About

Cole Hanson

I'm a registered dietitian and freelance journalist in Saint Paul. I work a cardiac floor and adult mental health units at Abbott Northwestern. I bike to work. I grew up in Cambridge Township. I'm a dad. These things are not unrelated.

Journalist Dietitian Dad St. Paul
01 How I got here

Growing up, food was complicated in ways we didn't always have words for. That's what pointed me toward nutrition: not a passion for meal prep. My upbringing taught me that what people eat is often determined long before they sit down at the table. I became a dietitian in 2020. A year at Hennepin County public health, then four years with UMN Extension, going into communities and libraries and rural spots where the nearest grocery store was a long drive away. What I kept seeing wasn't a lack of information; people knew what to do. It was a lack of options, treated by the system as a personal failure.

The journalism came later and from the same direction. I ran for St. Paul City Council in 2025, which I cannot recommend enough. That turned out to be useful. Knocking on close to 12,000 doors teaches you things about a neighborhood that no amount of data can replicate. I came out of that race with better questions and better sources, and I started figuring out what to do with all of it.

02 What a shift looks like

Abbott Northwestern's cardiac and mental health units are not easy places to have strong political opinions. People come in having followed the best advice they could find, and sometimes that advice was wrong. Sometimes they did everything right and the food or healthcare system still failed them. Whatever brought them in, my job is the same.

A friend told me something last year that stuck: first this, then that. It's a way of holding acute stress without being consumed by it. It works at the bedside. It works in journalism too. I do cardiac care and adult mental health, which means a lot of time with people at their most troubled: nobody wants to be in the hospital. It keeps my writing grounded. It's hard to get abstract about a policy when you're sitting with someone living inside it.

03 Where I'm from

Cambridge Township, then Minneapolis, then Saint Paul. Half my life was horses and gravel roads; the other half is bicycles and the Green Line. I love rural Minnesota, most of my family still lives there, and I get frustrated when people in the city write it off. I also think it's a little silly when folks back home consider Coon Rapids the Twin Cities. I live somewhere in between and I'm happy to catch everyone up to speed.

04 Why any of this

The beats I cover connect because the same people are getting hit by all of them at once. A cardiac patient isn't just dealing with what she ate. She might also have a landlord who won't fix the heat, a bus route that was cut, a grocery store that closed years ago, and medications she can't afford. The clinical picture is never only clinical.

Being a dad sharpened that. A better world has to be something you actually work for, not something you believe in. I write from inside what I know and I try to be honest about where I don't.

"I'm an overly curious neighbor trying to document the world clearly enough that people have what they need to make good decisions."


◆ DIRECTIONS: Throughout the listing that follows, find each line with the word "description" and copy it.

*** Opening of INPUT RECORDS ***

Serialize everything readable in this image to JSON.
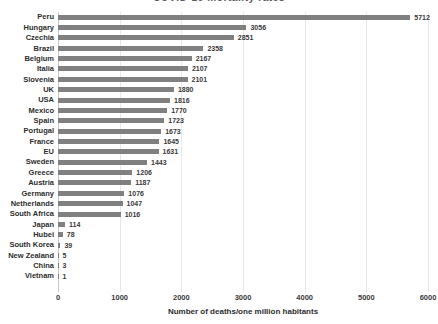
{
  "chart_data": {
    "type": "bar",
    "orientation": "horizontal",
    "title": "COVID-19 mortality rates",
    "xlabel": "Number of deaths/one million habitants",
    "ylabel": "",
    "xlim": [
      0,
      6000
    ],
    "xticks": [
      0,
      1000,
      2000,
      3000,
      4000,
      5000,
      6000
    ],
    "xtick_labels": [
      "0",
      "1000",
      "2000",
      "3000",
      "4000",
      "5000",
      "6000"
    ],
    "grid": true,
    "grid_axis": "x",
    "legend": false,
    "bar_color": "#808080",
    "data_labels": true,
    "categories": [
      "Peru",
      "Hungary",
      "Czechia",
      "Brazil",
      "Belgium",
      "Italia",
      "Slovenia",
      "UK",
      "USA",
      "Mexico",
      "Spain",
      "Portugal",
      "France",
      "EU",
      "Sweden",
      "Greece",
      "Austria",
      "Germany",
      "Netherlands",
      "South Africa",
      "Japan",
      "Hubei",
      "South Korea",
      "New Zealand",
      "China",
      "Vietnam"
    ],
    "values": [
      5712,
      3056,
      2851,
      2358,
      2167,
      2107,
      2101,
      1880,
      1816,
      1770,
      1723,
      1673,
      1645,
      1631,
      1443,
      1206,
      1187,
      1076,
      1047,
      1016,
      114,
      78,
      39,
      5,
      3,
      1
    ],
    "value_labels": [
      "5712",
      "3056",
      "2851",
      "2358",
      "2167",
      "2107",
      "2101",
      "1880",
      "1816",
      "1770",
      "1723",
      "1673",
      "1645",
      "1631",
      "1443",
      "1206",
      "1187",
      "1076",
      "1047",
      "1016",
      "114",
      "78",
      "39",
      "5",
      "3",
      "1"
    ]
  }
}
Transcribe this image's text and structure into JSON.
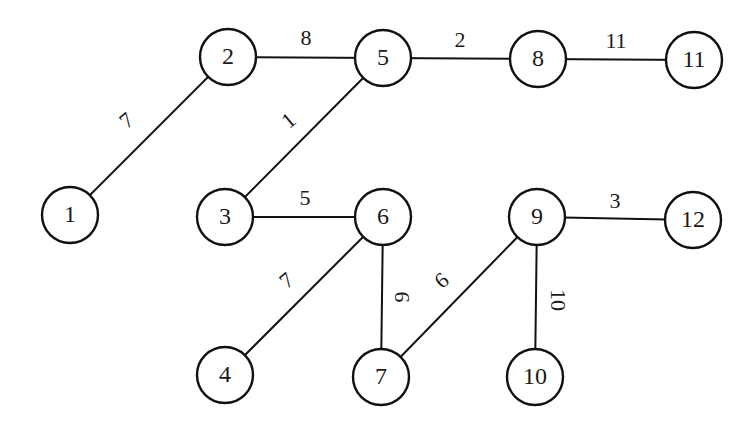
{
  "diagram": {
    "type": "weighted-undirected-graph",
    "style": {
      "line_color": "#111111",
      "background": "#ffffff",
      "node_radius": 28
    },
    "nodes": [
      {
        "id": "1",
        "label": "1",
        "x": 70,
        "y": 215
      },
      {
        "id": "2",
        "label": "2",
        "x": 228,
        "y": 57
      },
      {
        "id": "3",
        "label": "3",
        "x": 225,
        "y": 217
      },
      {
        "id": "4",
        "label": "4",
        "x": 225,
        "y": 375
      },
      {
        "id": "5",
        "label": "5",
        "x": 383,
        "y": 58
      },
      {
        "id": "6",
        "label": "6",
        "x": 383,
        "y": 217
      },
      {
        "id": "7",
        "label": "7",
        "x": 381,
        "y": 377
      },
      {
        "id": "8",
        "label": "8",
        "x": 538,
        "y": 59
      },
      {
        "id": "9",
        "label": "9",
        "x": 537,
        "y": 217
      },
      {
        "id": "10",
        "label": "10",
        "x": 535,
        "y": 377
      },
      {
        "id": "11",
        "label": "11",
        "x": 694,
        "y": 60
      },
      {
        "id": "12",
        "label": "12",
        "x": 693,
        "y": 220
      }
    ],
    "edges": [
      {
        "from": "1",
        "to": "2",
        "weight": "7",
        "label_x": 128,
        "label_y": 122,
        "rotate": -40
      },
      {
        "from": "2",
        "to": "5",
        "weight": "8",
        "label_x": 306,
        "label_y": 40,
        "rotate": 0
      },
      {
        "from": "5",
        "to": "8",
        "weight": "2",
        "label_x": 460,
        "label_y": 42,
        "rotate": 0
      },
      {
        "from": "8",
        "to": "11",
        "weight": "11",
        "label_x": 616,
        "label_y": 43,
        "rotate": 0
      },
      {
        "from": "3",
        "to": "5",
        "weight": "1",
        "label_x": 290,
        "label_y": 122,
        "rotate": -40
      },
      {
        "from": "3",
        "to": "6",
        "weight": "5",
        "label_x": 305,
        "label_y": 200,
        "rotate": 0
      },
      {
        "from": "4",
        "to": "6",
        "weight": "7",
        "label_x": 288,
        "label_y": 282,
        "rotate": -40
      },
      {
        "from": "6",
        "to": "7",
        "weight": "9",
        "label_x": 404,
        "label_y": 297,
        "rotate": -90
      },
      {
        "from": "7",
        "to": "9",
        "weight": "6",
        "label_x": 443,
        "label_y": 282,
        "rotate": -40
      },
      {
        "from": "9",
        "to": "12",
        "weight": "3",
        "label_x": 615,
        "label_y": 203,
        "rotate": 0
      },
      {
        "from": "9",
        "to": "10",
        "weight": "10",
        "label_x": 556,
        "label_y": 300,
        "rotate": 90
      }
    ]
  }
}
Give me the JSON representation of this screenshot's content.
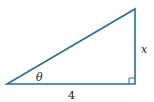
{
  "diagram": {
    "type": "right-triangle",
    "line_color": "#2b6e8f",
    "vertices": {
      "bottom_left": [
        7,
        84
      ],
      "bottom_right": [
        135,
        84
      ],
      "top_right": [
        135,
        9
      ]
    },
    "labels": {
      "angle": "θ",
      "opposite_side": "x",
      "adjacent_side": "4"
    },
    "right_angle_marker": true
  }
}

*** Close of INPUT RECORDS ***
*** Opening of INPUT RECORDS ***

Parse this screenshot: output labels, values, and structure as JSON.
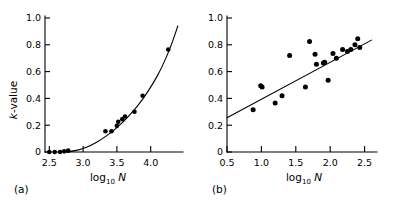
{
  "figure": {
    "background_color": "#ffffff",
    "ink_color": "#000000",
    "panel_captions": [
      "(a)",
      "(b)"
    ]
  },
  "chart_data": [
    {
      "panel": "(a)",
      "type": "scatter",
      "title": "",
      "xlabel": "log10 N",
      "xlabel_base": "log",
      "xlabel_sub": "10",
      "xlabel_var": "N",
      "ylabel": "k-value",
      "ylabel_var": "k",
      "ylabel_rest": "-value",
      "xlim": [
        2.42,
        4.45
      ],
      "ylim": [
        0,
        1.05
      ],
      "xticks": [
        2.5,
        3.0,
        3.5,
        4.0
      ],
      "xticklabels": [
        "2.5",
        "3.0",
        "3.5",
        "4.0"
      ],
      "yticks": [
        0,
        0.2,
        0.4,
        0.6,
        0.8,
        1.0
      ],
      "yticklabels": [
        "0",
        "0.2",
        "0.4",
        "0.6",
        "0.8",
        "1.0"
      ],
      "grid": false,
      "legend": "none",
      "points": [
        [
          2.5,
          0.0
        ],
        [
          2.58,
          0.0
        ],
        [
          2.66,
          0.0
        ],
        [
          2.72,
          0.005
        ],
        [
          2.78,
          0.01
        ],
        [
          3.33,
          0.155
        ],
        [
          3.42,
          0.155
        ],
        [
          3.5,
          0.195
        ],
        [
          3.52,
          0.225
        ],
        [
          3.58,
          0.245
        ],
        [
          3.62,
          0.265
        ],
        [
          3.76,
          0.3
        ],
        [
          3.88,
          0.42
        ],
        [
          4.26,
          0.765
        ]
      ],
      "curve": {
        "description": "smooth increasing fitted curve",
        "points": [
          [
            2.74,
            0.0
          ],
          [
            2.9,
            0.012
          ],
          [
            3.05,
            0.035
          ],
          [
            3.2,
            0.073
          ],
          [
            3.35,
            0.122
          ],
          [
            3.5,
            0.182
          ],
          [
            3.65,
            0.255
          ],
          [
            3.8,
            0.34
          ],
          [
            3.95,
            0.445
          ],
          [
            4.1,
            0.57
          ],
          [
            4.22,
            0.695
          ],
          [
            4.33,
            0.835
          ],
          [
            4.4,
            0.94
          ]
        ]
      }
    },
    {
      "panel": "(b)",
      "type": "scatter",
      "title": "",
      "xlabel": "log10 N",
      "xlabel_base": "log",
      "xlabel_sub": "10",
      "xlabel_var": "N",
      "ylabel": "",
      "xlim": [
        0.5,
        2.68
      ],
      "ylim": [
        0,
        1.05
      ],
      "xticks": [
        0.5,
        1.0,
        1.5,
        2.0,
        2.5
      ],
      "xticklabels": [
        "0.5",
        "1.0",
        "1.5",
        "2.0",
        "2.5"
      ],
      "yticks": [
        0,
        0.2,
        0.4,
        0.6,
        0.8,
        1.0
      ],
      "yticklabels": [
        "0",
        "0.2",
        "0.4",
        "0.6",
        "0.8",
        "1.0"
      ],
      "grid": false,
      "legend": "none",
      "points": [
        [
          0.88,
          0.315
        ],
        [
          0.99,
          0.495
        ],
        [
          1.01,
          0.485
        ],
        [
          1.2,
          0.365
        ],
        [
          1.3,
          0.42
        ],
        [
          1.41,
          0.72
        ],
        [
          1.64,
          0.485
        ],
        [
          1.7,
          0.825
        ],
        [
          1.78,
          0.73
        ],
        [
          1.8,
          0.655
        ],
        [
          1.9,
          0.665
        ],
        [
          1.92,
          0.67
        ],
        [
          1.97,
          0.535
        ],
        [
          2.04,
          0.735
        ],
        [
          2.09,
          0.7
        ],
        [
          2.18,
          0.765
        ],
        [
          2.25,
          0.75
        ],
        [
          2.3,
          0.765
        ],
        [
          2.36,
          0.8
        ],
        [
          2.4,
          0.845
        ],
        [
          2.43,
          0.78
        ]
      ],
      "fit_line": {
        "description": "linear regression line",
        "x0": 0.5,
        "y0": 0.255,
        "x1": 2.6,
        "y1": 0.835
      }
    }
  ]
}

*** Close of INPUT RECORDS ***
*** Opening of INPUT RECORDS ***

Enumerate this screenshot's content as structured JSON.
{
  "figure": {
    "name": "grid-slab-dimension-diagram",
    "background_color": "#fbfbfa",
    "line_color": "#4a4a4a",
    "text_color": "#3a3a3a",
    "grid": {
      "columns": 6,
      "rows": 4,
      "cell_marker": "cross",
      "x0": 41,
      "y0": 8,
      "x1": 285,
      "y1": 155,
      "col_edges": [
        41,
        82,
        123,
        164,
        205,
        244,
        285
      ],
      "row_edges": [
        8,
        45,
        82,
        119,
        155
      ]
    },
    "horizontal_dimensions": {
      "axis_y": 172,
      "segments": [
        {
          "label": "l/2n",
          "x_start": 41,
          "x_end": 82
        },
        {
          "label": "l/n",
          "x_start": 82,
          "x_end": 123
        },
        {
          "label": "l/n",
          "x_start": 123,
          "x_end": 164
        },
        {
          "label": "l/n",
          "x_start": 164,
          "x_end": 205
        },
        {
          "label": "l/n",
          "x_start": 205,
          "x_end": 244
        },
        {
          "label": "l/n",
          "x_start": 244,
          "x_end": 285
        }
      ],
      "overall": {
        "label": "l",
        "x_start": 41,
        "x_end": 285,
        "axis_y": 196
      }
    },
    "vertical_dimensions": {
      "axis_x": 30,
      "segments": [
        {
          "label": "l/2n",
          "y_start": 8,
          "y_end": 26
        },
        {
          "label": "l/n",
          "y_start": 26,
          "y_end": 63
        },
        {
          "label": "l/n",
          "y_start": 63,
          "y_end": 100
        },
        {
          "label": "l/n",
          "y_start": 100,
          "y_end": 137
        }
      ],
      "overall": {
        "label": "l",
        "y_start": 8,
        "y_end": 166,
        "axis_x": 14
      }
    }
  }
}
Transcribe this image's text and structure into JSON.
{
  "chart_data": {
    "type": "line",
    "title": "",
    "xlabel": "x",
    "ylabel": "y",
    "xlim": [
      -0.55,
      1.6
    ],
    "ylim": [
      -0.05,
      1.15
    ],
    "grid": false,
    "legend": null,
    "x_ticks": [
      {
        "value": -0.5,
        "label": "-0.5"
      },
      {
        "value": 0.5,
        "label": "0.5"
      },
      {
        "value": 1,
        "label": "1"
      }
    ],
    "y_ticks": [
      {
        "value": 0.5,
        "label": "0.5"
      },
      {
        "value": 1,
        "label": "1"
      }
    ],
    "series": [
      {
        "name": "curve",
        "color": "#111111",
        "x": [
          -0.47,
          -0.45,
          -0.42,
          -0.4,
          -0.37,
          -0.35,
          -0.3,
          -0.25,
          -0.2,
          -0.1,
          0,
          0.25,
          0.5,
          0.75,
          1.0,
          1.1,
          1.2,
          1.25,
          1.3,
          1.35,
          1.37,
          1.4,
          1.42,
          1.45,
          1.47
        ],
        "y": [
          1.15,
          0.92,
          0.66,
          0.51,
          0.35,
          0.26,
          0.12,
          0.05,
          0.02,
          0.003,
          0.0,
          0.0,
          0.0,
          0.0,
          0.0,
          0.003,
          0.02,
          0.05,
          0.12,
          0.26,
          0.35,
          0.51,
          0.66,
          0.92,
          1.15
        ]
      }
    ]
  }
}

*** Close of INPUT RECORDS ***

◆ EXPECTED ANSWER:
        "description": "smooth increasing fitted curve",
        "description": "linear regression line",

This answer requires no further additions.